A/N: Since the CSI finale, we've had a developing-follow-up story. Here's the first chapter.

After All

Chapter 1

Well, here we are again
I guess it must be fate
We've tried it on our own
But deep inside we've known
We'd be back to set things straight…(with thanks to Cher!)

Forty-four hours, nearly two days. Suddenly, the lab seemed quiet.

Sara Sidle was so accustomed to the working sounds of the lab that she was able to block the murmuring voices, the clicks and dings of machines, the shuffle and whisper of footsteps to hear nothing but her own thoughts.

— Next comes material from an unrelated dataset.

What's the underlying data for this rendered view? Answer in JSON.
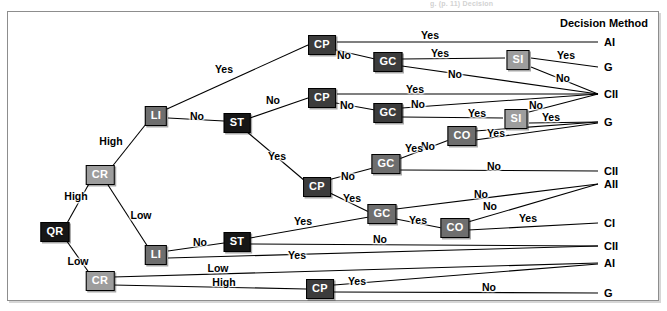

At last, she was alone. Finally, she could relinquish the hold on her emotions she had managed to maintain since Ecklie had asked for the phone number of her ex-husband. The sudden release flowed through her body, and for a moment, the tightness in her chest lightened. Taking a deep breath, she could believe the case had been like any other.

But then her thoughts returned and the anguish, the admission, twice, that she still loves Gil Grissom, flooded her entire body. Her hands moved to the stack of papers on the desk. For a while—perhaps as long as several hours—she had stepped back in time to the once familiarity of working by his side.

She almost smiled, but a smile would have brought tears; it was the bees, she thought. Finding him talking to bees had brought a smile to her face and then he had said how he missed working with her. They had set up the scent bees in a peaceful meadow after one phone call had provided what was needed and patiently he had showed her what to do—let her paint the bees, explained how the trained bees worked and detected human scent. For the first time since Grissom's arrival—no, for the first time in years—she'd felt alive, waking her senses as only he could do.

She knew he had wanted to talk; she had felt his eyes, heard the slight sounds of his restless movements. Managing to blink away the sudden wetness in her eyes before the first bee had returned, she deliberately kept her face away from his. It was as if he had never been gone—but she knew he'd leave again. She had been replaced in his life—by solitary life on a boat, by a woman who had moved from 'friend' to—Sara didn't want to think of Heather Kessler as her ex-husband's lover but what else could the woman be for him to return to Vegas to convince others of her innocence.

Sighing, her hand came to her face; fingers wiped across her eyes. In that moment, she remembered.

"Maybe we should get married" had surprised her. It had been another beautiful day, dressed in similar protective garb, studying colony collapse when she'd found him. She'd freaked at his proposal; they had never talked about marriage.

Now, she turned her hand and looked at her palm remembering how he'd taken her hand to remove the stinger.

Another deep breath as she closed her eyes to memories.

He was gone; she'd known he had returned to Vegas to help Heather Kessler. Help or protect her. Sara would never understand the friendship between the two but obviously, their friendship had moved to another level.

Once, she knew he had loved her—it was her fault they had divorced. She'd returned to Vegas—the dog, the house, both mothers needed one of them near; the job—the money, the insurance, the security of it had claimed her time—and he had found another life—going from one project to another until one day, he had said she needed to be free—she'd be better off without him.

Tears did well in her eyes at the remembrance of those words. There was no explanation, no clarification—nothing when the official papers arrived with his signature. She had known it was her fault. If she had gone with him, if she'd met him in those far-away places, if she had been a better person—if—if—if—a thousand 'ifs' and all went back to the pattern of her life.

Her parents drank too much and fought too often to love her; her father did not love her enough to keep her safe. Her mother had killed her father, not because of love or protection but in a drunken rage. As a child, Sara remembered thinking no one loved her because her mother was a murderer; as an adult, she had rebuffed others, learned to live a private life, remaining a loner until she had met Gil Grissom.

Her world had changed when, for no apparent reason, the man at the lecture had turned to her for a question and, when their eyes connected, there was—if not a lightning bolt—at least a rumble of thunder as he smiled at her. Years later, he had admitted she had an attraction he could not name at the time; nine years passed before he said it was love. Loved her from their first meeting—she had laughed, so much in love with him that he could have said anything and she would have loved him even more.

Now, no longer married to the man she loved, who by all indications no longer loved her, she was married to her job—a job she had taken reluctantly but with the support of those who had been friends and co-workers for fifteen years. She had the office; her predecessor's posters were still hanging on the wall.

Paperwork waited her review and signature. She sighed again; reaching for a pen, she looked up as Lindsay Willows entered the office. A few minutes later, after opening the envelope, she left the desk in search of a video player.

A/N: Thanks for reading! A review, a comment, or a few words gives us encouragement to get the next chapter ready!